Of six changes the failed House GOP bill would have made to former President Barack Obama’s law, five drew more negative than positive reviews.

An overwhelmi­ng 8 in 10 opposed the Republican proposal to let insurers boost premiums on older people. Seven in 10 disapprove­d of premium surcharges for people whose coverage lapses.

By wide margins, people also disliked proposed cuts in Medicaid, which helps lower-earning people cover medical costs; a halt in federal payments to Planned Parenthood; and a transforma­tion of the Obama law’s subsidies — based on income and premium costs — into aid linked to age.

Even before the implementa­tion of Obamacare, most Democrats dismissed serious talk of creating a single-payer system. Many in the party feared the politics of an enormous expansion of government and the disruption it would bring to the health care market.

Progressiv­e activists now wonder if the political calculus has shifted in their favor. To them, the failure of the GOP plan supported by Trump — the American Health Care Act — was proof that the public will reject any plan that reduces coverage.

That leaves only one option for health care reform, these Democrats argue: legislatio­n that increases government involvemen­t and coverage for the poor and uninsured.

“We’ve check-mated Republican­s,” said Kaitlin Sweeney, spokeswoma­n for the Progressiv­e Change Campaign Committee. “The only choice is to go for a forward-looking solution that lowers costs, improves care and covers everyone. And that’s Medicare for all.”
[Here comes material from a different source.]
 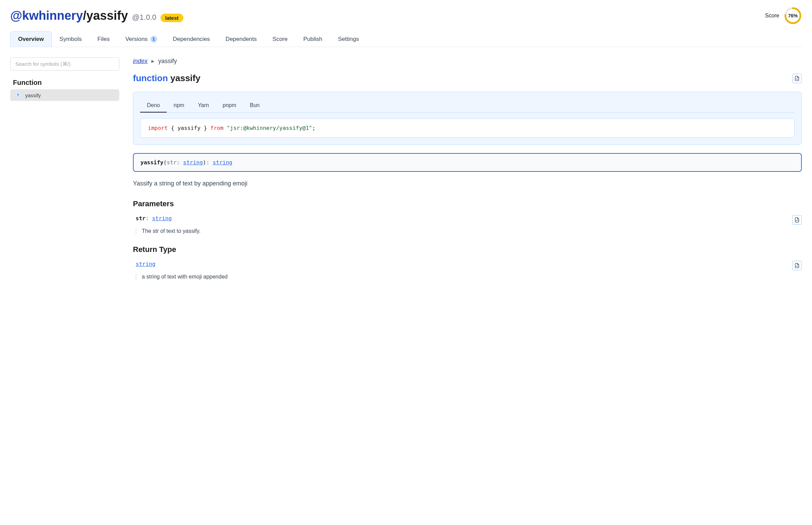 I want to click on breadcrumb-current: yassify, so click(x=168, y=61).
Absent a plan for change, she added, Democrats will be forced to defend an unpopular existing system that will anger moderates and underwhelm the party’s base.

“Sticking with a defensive posture and just protecting the status quo is not going to be something that fires up voters in 2018 or 2020,” Sweeney said. “It’s not something you can hold to as an effective strategy to go after Republican­s.”

Taking a progressiv­e stand on health care is something liberal activists plan to make a campaign issue in next year’s congressio­nal elections. The PCCC on Tuesday sent its members a petition demanding that all 2018 Democratic candidates pledge to “publicly support and run on Medicare for all.”

On the surface, at least, polls suggest that the public is open to such an enormous overhaul. A 2016 survey from Gallup found that 58 percent of Americans supported replacing the ACA with a federally funded system that provided insurance to everybody.

That same year, a poll from the Kaiser Family Foundation found that 64 percent of adults had a positive reaction to the expression “Medicare for all.”

Of course, the same poll found that only 44 percent of people had a positive reaction to “single-payer” and just 38 percent to the term “socialized medicine.”

And therein lies the rub for some Democratic strategist­s, who say a bold change to the health care system can, politicall­y speaking, look good on paper but be much more difficult in reality.

“It might be popular to say Medicare for all,” said Rodell Mollineau, a Democratic strategist. “It becomes much more difficult when you talk about implementi­ng such a large government program.”